Readers by professional status Count As %
Student > Master 5 13%
Student > Bachelor 5 13%
Student > Doctoral Student 3 8%
Other 3 8%
Student > Ph. D. Student 3 8%
Other 6 15%
Unknown 15 38%
Readers by discipline Count As %
Medicine and Dentistry 9 23%
Neuroscience 6 15%
Biochemistry, Genetics and Molecular Biology 2 5%
Agricultural and Biological Sciences 2 5%
Unspecified 1 3%
Other 2 5%
Unknown 18 45%
Attention Score in Context

Attention Score in Context

This research output has an Altmetric Attention Score of 2. This is our high-level measure of the quality and quantity of online attention that it has received. This Attention Score, as well as the ranking and number of research outputs shown below, was calculated when the research output was last mentioned on 06 January 2017.
All research outputs
#13,479,192
of 22,888,307 outputs
Outputs from BMC Neurology
#1,069
of 2,441 outputs
Outputs of similar age
#169,611
of 322,146 outputs
Outputs of similar age from BMC Neurology
#32
of 61 outputs
Altmetric has tracked 22,888,307 research outputs across all sources so far. This one is in the 39th percentile – i.e., 39% of other outputs scored the same or lower than it.
So far Altmetric has tracked 2,441 research outputs from this source. They typically receive a little more attention than average, with a mean Attention Score of 6.7. This one has gotten more attention than average, scoring higher than 53% of its peers.
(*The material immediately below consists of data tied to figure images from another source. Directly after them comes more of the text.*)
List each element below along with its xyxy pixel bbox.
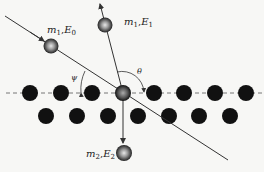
atom	[22, 85, 38, 101]
incident-label: m1,E0	[47, 24, 76, 37]
lattice-bottom-row	[38, 108, 238, 124]
atom	[207, 85, 223, 101]
recoil-particle	[116, 145, 132, 161]
theta-label: θ	[137, 67, 142, 76]
atom	[84, 85, 100, 101]
incident-particle	[44, 39, 59, 54]
lattice-top-row	[22, 85, 254, 101]
scattering-diagram: m1,E0 m1,E1 m2,E2 ψ θ	[0, 0, 264, 172]
atom	[38, 108, 54, 124]
atom	[69, 108, 85, 124]
incident-arrow	[30, 32, 44, 41]
scattered-label: m1,E1	[124, 16, 153, 29]
recoil-label: m2,E2	[86, 148, 115, 161]
target-atom	[115, 85, 131, 101]
atom	[238, 85, 254, 101]
scattered-particle	[98, 18, 113, 33]
atom	[222, 108, 238, 124]
atom	[146, 85, 162, 101]
psi-label: ψ	[71, 73, 78, 82]
psi-angle-arc	[81, 71, 85, 93]
atom	[191, 108, 207, 124]
atom	[100, 108, 116, 124]
atom	[176, 85, 192, 101]
atom	[53, 85, 69, 101]
atom	[130, 108, 146, 124]
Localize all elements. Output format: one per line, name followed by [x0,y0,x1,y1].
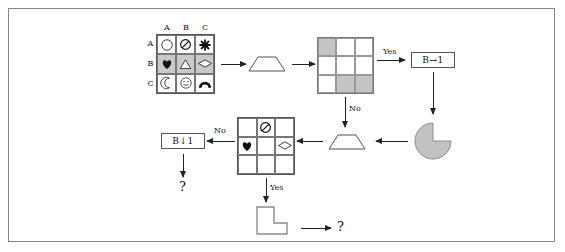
grid2-cell-1-3 [355,38,373,56]
grid1-cell-c-a [157,74,176,93]
grid3-cell-3-2 [257,155,276,174]
circle-icon [160,38,174,52]
grid3 [237,117,295,175]
arrow-pacman-to-trapezoid-bottom [376,141,408,142]
grid1-cell-c-c [195,74,214,93]
trapezoid-top [247,53,287,75]
pacman-pie-icon [413,121,453,161]
edge-label-no-right: No [349,104,361,113]
grid2-cell-1-2 [336,38,354,56]
grid1-cell-c-b [176,74,195,93]
no-entry-icon [259,121,272,134]
arrow-yes-down-from-grid3 [266,178,267,202]
grid3-cell-2-1 [238,137,257,156]
arrow-b-down-1-to-question [183,154,184,177]
grid2-cell-2-1 [318,56,336,74]
diamond-icon [197,58,213,69]
trapezoid-bottom [327,131,367,153]
grid1-col-header-a: A [158,23,176,32]
trapezoid-shape [247,53,287,75]
grid1-col-header-c: C [196,23,214,32]
grid3-cell-1-2 [257,118,276,137]
edge-label-yes-top: Yes [383,47,396,56]
box-b-right-1[interactable]: B→1 [411,52,455,68]
grid3-cell-2-2 [257,137,276,156]
flower-asterisk-icon [198,38,212,52]
grid2 [317,37,374,94]
grid2-cell-2-3 [355,56,373,74]
smiley-face-icon [179,76,193,90]
output-question-bottom: ? [337,219,344,234]
l-polyomino-icon [254,205,290,237]
heart-filled-icon [160,57,174,71]
heart-filled-icon [240,139,254,153]
arrow-yes-to-b-right-1 [377,60,405,61]
grid3-cell-3-3 [275,155,294,174]
arrow-no-to-b-down-1 [207,141,235,142]
grid1-container: A B C A B C [146,23,216,101]
l-shape [254,205,290,237]
grid2-cell-1-1 [318,38,336,56]
grid2-cell-3-3 [355,75,373,93]
arch-icon [197,78,213,89]
grid3-cell-3-1 [238,155,257,174]
edge-label-yes-bottom: Yes [270,183,283,192]
arrow-trapezoid-bottom-to-grid3 [297,141,323,142]
grid3-cell-2-3 [275,137,294,156]
arrow-no-down-from-grid2 [345,97,346,127]
grid2-cell-2-2 [336,56,354,74]
grid1-col-header-b: B [177,23,195,32]
grid2-cell-3-1 [318,75,336,93]
grid2-cell-3-2 [336,75,354,93]
grid1-row-header-b: B [146,59,155,68]
diagram-frame: A B C A B C [8,8,555,242]
grid1-cell-b-c [195,54,214,73]
grid1-row-header-c: C [146,79,155,88]
no-entry-icon [179,38,192,51]
grid3-cell-1-3 [275,118,294,137]
arrow-lshape-to-question [301,228,331,229]
grid1-cell-a-b [176,35,195,54]
arrow-b-right-1-to-pacman [433,72,434,114]
arrow-trapezoid-to-grid2 [292,64,315,65]
screenshot-root: A B C A B C [0,0,565,252]
box-b-down-1[interactable]: B↓1 [161,133,205,149]
grid1-cell-b-a [157,54,176,73]
grid1-cell-a-a [157,35,176,54]
grid1-cell-b-b [176,54,195,73]
diamond-icon [277,140,293,151]
pacman-shape [413,121,453,161]
edge-label-no-left: No [214,126,226,135]
trapezoid-shape-2 [327,131,367,153]
grid1-row-header-a: A [146,39,155,48]
crescent-moon-icon [160,76,174,90]
grid1-cell-a-c [195,35,214,54]
arrow-grid1-to-trapezoid [221,64,246,65]
output-question-left: ? [179,179,186,194]
grid1 [156,34,215,94]
grid3-cell-1-1 [238,118,257,137]
triangle-icon [178,57,193,71]
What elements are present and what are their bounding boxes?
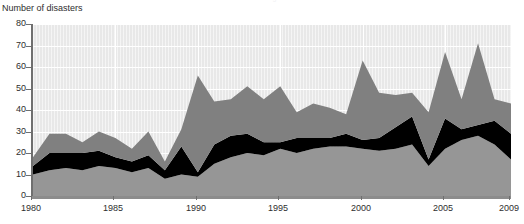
x-axis-line [31,196,511,199]
y-tick [26,153,31,154]
y-tick [26,89,31,90]
x-tick [509,196,510,200]
x-tick [278,196,279,200]
x-tick-label: 2009 [489,203,524,213]
y-axis-title: Number of disasters [2,3,83,13]
y-tick [26,132,31,133]
y-tick-label: 60 [2,61,26,71]
y-tick [26,110,31,111]
y-tick [26,24,31,25]
x-tick [361,196,362,200]
x-tick-label: 1995 [258,203,298,213]
x-tick [31,196,32,200]
y-tick-label: 80 [2,18,26,28]
y-tick [26,175,31,176]
x-tick-label: 1980 [11,203,51,213]
x-tick [196,196,197,200]
y-tick-label: 50 [2,83,26,93]
clipped-figure-title: Figure [232,0,322,3]
y-tick-label: 20 [2,147,26,157]
x-tick [443,196,444,200]
x-tick-label: 2005 [423,203,463,213]
gridline-vertical [511,24,512,196]
y-tick-label: 10 [2,169,26,179]
y-tick-label: 0 [2,190,26,200]
stacked-area-series [33,24,511,196]
y-tick [26,46,31,47]
plot-area [31,24,511,196]
x-tick-label: 2000 [341,203,381,213]
y-tick-label: 70 [2,40,26,50]
y-tick-label: 30 [2,126,26,136]
y-tick [26,67,31,68]
x-tick-label: 1985 [93,203,133,213]
x-tick [113,196,114,200]
y-tick-label: 40 [2,104,26,114]
x-tick-label: 1990 [176,203,216,213]
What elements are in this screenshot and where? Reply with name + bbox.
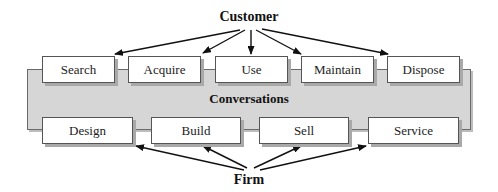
firm-label: Firm — [0, 172, 498, 188]
activity-box-use: Use — [215, 56, 288, 83]
customer-label: Customer — [0, 9, 498, 25]
arrow-customer-maintain — [256, 30, 301, 54]
arrow-firm-service — [260, 146, 366, 170]
activity-label: Design — [69, 123, 106, 139]
activity-label: Sell — [294, 123, 314, 139]
firm-arrows — [136, 146, 366, 170]
activity-box-acquire: Acquire — [128, 56, 201, 83]
arrow-customer-acquire — [203, 30, 245, 53]
activity-box-service: Service — [368, 117, 459, 144]
activity-label: Acquire — [144, 62, 186, 78]
activity-box-search: Search — [42, 56, 115, 83]
conversations-label: Conversations — [0, 91, 498, 107]
activity-label: Search — [61, 62, 96, 78]
activity-label: Build — [182, 123, 211, 139]
activity-box-design: Design — [42, 117, 133, 144]
arrow-customer-dispose — [262, 29, 388, 54]
activity-box-build: Build — [151, 117, 241, 144]
customer-arrows — [115, 29, 388, 54]
activity-label: Dispose — [403, 62, 445, 78]
activity-box-maintain: Maintain — [301, 56, 374, 83]
activity-box-dispose: Dispose — [387, 56, 460, 83]
arrow-firm-build — [203, 146, 247, 168]
arrow-firm-sell — [254, 146, 301, 168]
activity-label: Use — [241, 62, 261, 78]
activity-label: Service — [394, 123, 433, 139]
arrow-firm-design — [136, 146, 244, 170]
activity-box-sell: Sell — [259, 117, 349, 144]
arrow-customer-search — [115, 30, 240, 54]
customer-firm-conversations-diagram: Conversations Customer Firm Search — [0, 0, 498, 192]
activity-label: Maintain — [314, 62, 361, 78]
Older research outputs will score higher simply because they've had more time to accumulate mentions. To account for age we can compare this Altmetric Attention Score to the 322,146 tracked outputs that were published within six weeks on either side of this one in any source. This one is in the 45th percentile – i.e., 45% of its contemporaries scored the same or lower than it.
We're also able to compare this research output to 61 others from the same source and published within six weeks on either side of this one. This one is in the 42nd percentile – i.e., 42% of its contemporaries scored the same or lower than it.